We Don't Have the Luxury of Divisiveness
We need to minimize the skirmishes within the LGBTQ, leather, and kink communities because there are forces ready to deny us our rights.
I started writing this post right after getting home from a large meeting of local San Francisco Bay Area leather, kink, and LGBTQ community members. It was a town hall style of meeting seeking community input. The specifics are irrelevant for this post, but something someone said during meeting sparked my desire to write this post.
Among the feedback being given to the meeting facilitator someone pointed out that with the incoming administration and the rise of extremist right-wing sentiment in parts of the country, our community doesn’t have the luxury of being divided.
Silly turf wars and power struggle battles within leather, kink, or queer subsets of the community need to be avoided or resolved quickly if they pop up. Why?
If you are LGBTQ, your civil rights and perhaps even your right to exist openly are at risk.
If you’re into leather or kink of any kind, your sexuality and identities are at risk.
Frankly, if you’re anyone other than a white heterosexual non-kinky Christian man, you’re at risk due to the incoming administration and their extremist minions who are doing whatever they can to use minority communities as distractions.
It’s a classic fascist tactic. Find a visible enemy but small enough to easily attack, point at them and say, “They’re the problem,” and it can rally low information constituents to accept their twisted and inaccurate reality.
Right now, trans people (and immigrants) are the main political targets of those wishing to use the marginalized to distract from their power grab and greed. But trust me, if they’re successful at using the destruction of trans people’s lives as a talking point, the rest of LGBTQ people are next. Then anyone aligned with a sexuality that doesn’t fit their narrative will be a target. Women are already a target as are people of color and so many others.
The point is, we’re all in this together. If your leather, kink, or LGBTQ community has factions fighting with each other, now is the time to stop that. We don’t have that luxury. We band together or the forces wanting to hurt us will succeed.
Let me also say this is the time to stop deciding who’s part of the LGBTQ community. If anyone sees themselves somewhere on what I’ll call the “queer spectrum,” we need to bring them into our fold along with any allies we can muster because, as Dan Savage succinctly put it in a recent post, “The next four years are gonna suck.”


Exercise aim: Your job is to retype the records exactly while dropping every picture.

** Exercise material follows **

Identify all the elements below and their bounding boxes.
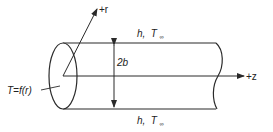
top-bc-subscript: ∞ — [159, 34, 163, 40]
cylinder-diagram: +r +z 2b T=f(r) h, T ∞ h, T ∞ — [0, 0, 273, 132]
bottom-bc-subscript: ∞ — [159, 121, 163, 127]
diameter-label: 2b — [116, 57, 129, 68]
bottom-bc-label: h, T ∞ — [137, 115, 164, 127]
bottom-bc-T: T — [151, 115, 158, 126]
temperature-label: T=f(r) — [7, 85, 32, 96]
z-axis-label: +z — [246, 71, 257, 82]
top-bc-T: T — [151, 28, 158, 39]
top-bc-label: h, T ∞ — [137, 28, 164, 40]
bottom-bc-h: h, — [137, 115, 145, 126]
top-bc-h: h, — [137, 28, 145, 39]
r-axis-label: +r — [99, 4, 109, 15]
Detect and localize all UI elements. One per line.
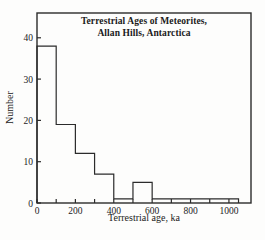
y-tick-label: 40 xyxy=(24,33,34,43)
y-tick-label: 10 xyxy=(24,157,34,167)
x-axis-label: Terrestrial age, ka xyxy=(37,212,251,223)
plot-border xyxy=(37,13,251,203)
chart-title-line2: Allan Hills, Antarctica xyxy=(37,27,251,39)
chart-title-line1: Terrestrial Ages of Meteorites, xyxy=(37,15,251,27)
y-tick-label: 30 xyxy=(24,75,34,85)
y-axis-label: Number xyxy=(4,58,15,158)
chart-title: Terrestrial Ages of Meteorites, Allan Hi… xyxy=(37,15,251,39)
meteorite-age-histogram-figure: 02004006008001000010203040 Terrestrial A… xyxy=(0,0,265,240)
y-tick-label: 0 xyxy=(28,199,33,209)
y-tick-label: 20 xyxy=(24,116,34,126)
histogram-outline xyxy=(37,46,239,203)
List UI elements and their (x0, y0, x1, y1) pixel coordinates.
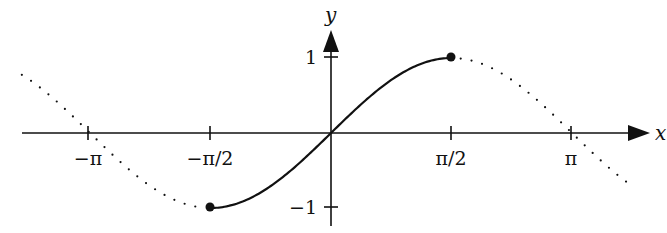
x-tick-label-half-pi: π/2 (436, 147, 467, 169)
x-axis-label: x (655, 121, 666, 145)
dotted-curve-left (22, 75, 201, 208)
y-axis-arrow-icon (323, 30, 339, 52)
endpoint-dot-left (206, 203, 215, 212)
x-tick-label-neg-pi: −π (74, 147, 102, 169)
y-axis-label: y (324, 3, 337, 27)
dotted-curve-right (461, 59, 634, 188)
y-tick-label-neg-1: −1 (289, 196, 317, 218)
x-tick-label-neg-half-pi: −π/2 (187, 147, 234, 169)
sine-graph: y x −π −π/2 π/2 π 1 −1 (0, 0, 667, 233)
endpoint-dot-right (447, 53, 456, 62)
x-tick-label-pi: π (565, 147, 578, 169)
x-axis-arrow-icon (628, 125, 650, 141)
y-tick-label-1: 1 (305, 46, 317, 68)
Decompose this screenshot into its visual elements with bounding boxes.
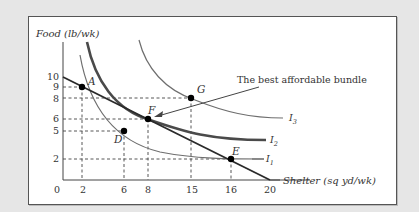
- i1-label: I1: [265, 153, 274, 167]
- indifference-curve-i1: [80, 55, 264, 159]
- point-d-label: D: [113, 133, 123, 145]
- point-g-label: G: [197, 83, 205, 95]
- x-tick-labels: 0 2 6 8 15 16 20: [54, 184, 276, 195]
- svg-text:8: 8: [145, 184, 151, 195]
- consumer-choice-diagram: A D F G E I3 I2 I1 The best affordable b…: [0, 0, 419, 212]
- point-a-label: A: [87, 75, 96, 87]
- point-e-label: E: [231, 145, 240, 157]
- svg-text:8: 8: [53, 93, 59, 104]
- point-f: [145, 116, 151, 122]
- point-a: [79, 84, 85, 90]
- i3-label: I3: [288, 112, 297, 126]
- svg-text:5: 5: [53, 125, 59, 136]
- guide-lines: [63, 87, 231, 180]
- annotation-arrow: [154, 87, 259, 117]
- svg-text:16: 16: [225, 184, 237, 195]
- x-axis-title: Shelter (sq yd/wk): [283, 175, 376, 186]
- svg-text:2: 2: [53, 153, 59, 164]
- annotation-text: The best affordable bundle: [237, 74, 367, 85]
- point-g: [188, 95, 194, 101]
- svg-text:0: 0: [54, 184, 60, 195]
- svg-text:6: 6: [53, 113, 59, 124]
- i2-label: I2: [269, 134, 278, 148]
- svg-text:2: 2: [80, 184, 86, 195]
- y-tick-labels: 10 9 8 6 5 2: [47, 71, 59, 164]
- svg-text:9: 9: [53, 81, 59, 92]
- svg-text:20: 20: [264, 184, 276, 195]
- point-f-label: F: [147, 104, 156, 116]
- y-axis-title: Food (lb/wk): [35, 28, 100, 39]
- svg-text:6: 6: [121, 184, 127, 195]
- svg-text:15: 15: [186, 184, 198, 195]
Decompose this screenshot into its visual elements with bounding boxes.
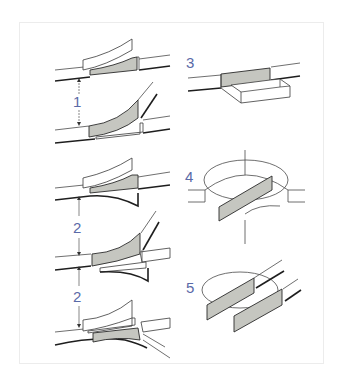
- arrow-down-icon: [77, 324, 81, 328]
- diagram-1-top: [55, 39, 170, 81]
- arrow-down-icon: [77, 122, 81, 126]
- diagram-5: [202, 260, 301, 332]
- label-5: 5: [186, 280, 194, 295]
- diagram-3: [188, 63, 300, 103]
- label-4: 4: [185, 169, 193, 184]
- diagram-1-bottom: [55, 82, 170, 143]
- diagram-canvas: [0, 0, 342, 388]
- label-2b: 2: [73, 289, 81, 304]
- label-3: 3: [186, 55, 194, 70]
- diagram-4: [188, 150, 305, 244]
- label-1: 1: [73, 94, 81, 109]
- diagram-2a: [55, 158, 170, 206]
- diagram-2c: [55, 300, 170, 358]
- label-2a: 2: [73, 220, 81, 235]
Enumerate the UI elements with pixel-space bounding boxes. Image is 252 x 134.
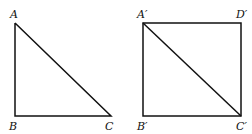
diagonal-a-c <box>143 23 241 116</box>
label-d-prime: D′ <box>235 8 248 21</box>
triangle-edges <box>15 23 111 116</box>
square-abcd-prime: A′ D′ B′ C′ <box>136 8 248 133</box>
label-b-prime: B′ <box>136 120 148 133</box>
label-c-prime: C′ <box>236 120 247 133</box>
label-c: C <box>105 120 114 133</box>
geometry-diagram: A B C A′ D′ B′ C′ <box>0 0 252 134</box>
triangle-abc: A B C <box>8 8 114 133</box>
label-b: B <box>8 120 17 133</box>
label-a-prime: A′ <box>136 8 148 21</box>
label-a: A <box>9 8 18 21</box>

** End of Exercise material **

Result of the exercise:
Identify all the elements below and their bounding boxes.
top-bc-subscript: ∞ — [159, 34, 163, 40]
cylinder-diagram: +r +z 2b T=f(r) h, T ∞ h, T ∞ — [0, 0, 273, 132]
bottom-bc-subscript: ∞ — [159, 121, 163, 127]
diameter-label: 2b — [116, 57, 129, 68]
bottom-bc-label: h, T ∞ — [137, 115, 164, 127]
bottom-bc-T: T — [151, 115, 158, 126]
temperature-label: T=f(r) — [7, 85, 32, 96]
z-axis-label: +z — [246, 71, 257, 82]
top-bc-T: T — [151, 28, 158, 39]
top-bc-label: h, T ∞ — [137, 28, 164, 40]
bottom-bc-h: h, — [137, 115, 145, 126]
top-bc-h: h, — [137, 28, 145, 39]
r-axis-label: +r — [99, 4, 109, 15]
Detect and localize all UI elements. One per line.
y-tick-label: 40 xyxy=(24,33,34,43)
y-tick-label: 10 xyxy=(24,157,34,167)
x-axis-label: Terrestrial age, ka xyxy=(37,212,251,223)
plot-border xyxy=(37,13,251,203)
chart-title-line2: Allan Hills, Antarctica xyxy=(37,27,251,39)
chart-title-line1: Terrestrial Ages of Meteorites, xyxy=(37,15,251,27)
y-tick-label: 30 xyxy=(24,75,34,85)
y-axis-label: Number xyxy=(4,58,15,158)
chart-title: Terrestrial Ages of Meteorites, Allan Hi… xyxy=(37,15,251,39)
meteorite-age-histogram-figure: 02004006008001000010203040 Terrestrial A… xyxy=(0,0,265,240)
y-tick-label: 0 xyxy=(28,199,33,209)
y-tick-label: 20 xyxy=(24,116,34,126)
histogram-outline xyxy=(37,46,239,203)
List UI elements and their (x0, y0, x1, y1) pixel coordinates.
x-tick-label-half-pi: π/2 (436, 147, 467, 169)
x-axis-label: x (655, 121, 666, 145)
dotted-curve-left (22, 75, 201, 208)
y-axis-arrow-icon (323, 30, 339, 52)
endpoint-dot-left (206, 203, 215, 212)
x-tick-label-neg-pi: −π (74, 147, 102, 169)
y-axis-label: y (324, 3, 337, 27)
dotted-curve-right (461, 59, 634, 188)
y-tick-label-neg-1: −1 (289, 196, 317, 218)
x-tick-label-neg-half-pi: −π/2 (187, 147, 234, 169)
sine-graph: y x −π −π/2 π/2 π 1 −1 (0, 0, 667, 233)
endpoint-dot-right (447, 53, 456, 62)
x-tick-label-pi: π (565, 147, 578, 169)
x-axis-arrow-icon (628, 125, 650, 141)
y-tick-label-1: 1 (305, 46, 317, 68)
Decompose this screenshot into its visual elements with bounding boxes.
- i1-label: I1: [265, 153, 274, 167]
- indifference-curve-i1: [80, 55, 264, 159]
- point-d-label: D: [113, 133, 123, 145]
- point-g-label: G: [197, 83, 205, 95]
- x-tick-labels: 0 2 6 8 15 16 20: [54, 184, 276, 195]
- svg-text:8: 8: [145, 184, 151, 195]
- consumer-choice-diagram: A D F G E I3 I2 I1 The best affordable b…: [0, 0, 419, 212]
- point-a-label: A: [87, 75, 96, 87]
- point-e-label: E: [231, 145, 240, 157]
- svg-text:8: 8: [53, 93, 59, 104]
- point-f: [145, 116, 151, 122]
- point-a: [79, 84, 85, 90]
- i3-label: I3: [288, 112, 297, 126]
- svg-text:5: 5: [53, 125, 59, 136]
- guide-lines: [63, 87, 231, 180]
- annotation-arrow: [154, 87, 259, 117]
- svg-text:16: 16: [225, 184, 237, 195]
- x-axis-title: Shelter (sq yd/wk): [283, 175, 376, 186]
- svg-text:2: 2: [53, 153, 59, 164]
- annotation-text: The best affordable bundle: [237, 74, 367, 85]
- point-g: [188, 95, 194, 101]
- svg-text:0: 0: [54, 184, 60, 195]
- svg-text:6: 6: [53, 113, 59, 124]
- i2-label: I2: [269, 134, 278, 148]
- svg-text:2: 2: [80, 184, 86, 195]
- y-tick-labels: 10 9 8 6 5 2: [47, 71, 59, 164]
- svg-text:9: 9: [53, 81, 59, 92]
- svg-text:20: 20: [264, 184, 276, 195]
- point-f-label: F: [147, 104, 156, 116]
- y-axis-title: Food (lb/wk): [35, 28, 100, 39]
- svg-text:6: 6: [121, 184, 127, 195]
- svg-text:15: 15: [186, 184, 198, 195]
Decompose this screenshot into its visual elements with bounding boxes.
- arrow-down-icon: [77, 324, 81, 328]
- diagram-1-top: [55, 39, 170, 81]
- arrow-down-icon: [77, 122, 81, 126]
- diagram-5: [202, 260, 301, 332]
- label-5: 5: [186, 280, 194, 295]
- diagram-3: [188, 63, 300, 103]
- label-4: 4: [185, 169, 193, 184]
- diagram-1-bottom: [55, 82, 170, 143]
- diagram-canvas: [0, 0, 342, 388]
- label-2b: 2: [73, 289, 81, 304]
- label-3: 3: [186, 55, 194, 70]
- diagram-4: [188, 150, 305, 244]
- label-1: 1: [73, 94, 81, 109]
- diagram-2a: [55, 158, 170, 206]
- diagram-2c: [55, 300, 170, 358]
- label-2a: 2: [73, 220, 81, 235]
Enumerate the UI elements with pixel-space bounding boxes. Image is 252 x 134.
diagonal-a-c <box>143 23 241 116</box>
label-d-prime: D′ <box>235 8 248 21</box>
triangle-edges <box>15 23 111 116</box>
square-abcd-prime: A′ D′ B′ C′ <box>136 8 248 133</box>
label-b-prime: B′ <box>136 120 148 133</box>
label-c-prime: C′ <box>236 120 247 133</box>
label-c: C <box>105 120 114 133</box>
geometry-diagram: A B C A′ D′ B′ C′ <box>0 0 252 134</box>
triangle-abc: A B C <box>8 8 114 133</box>
label-b: B <box>8 120 17 133</box>
label-a-prime: A′ <box>136 8 148 21</box>
label-a: A <box>9 8 18 21</box>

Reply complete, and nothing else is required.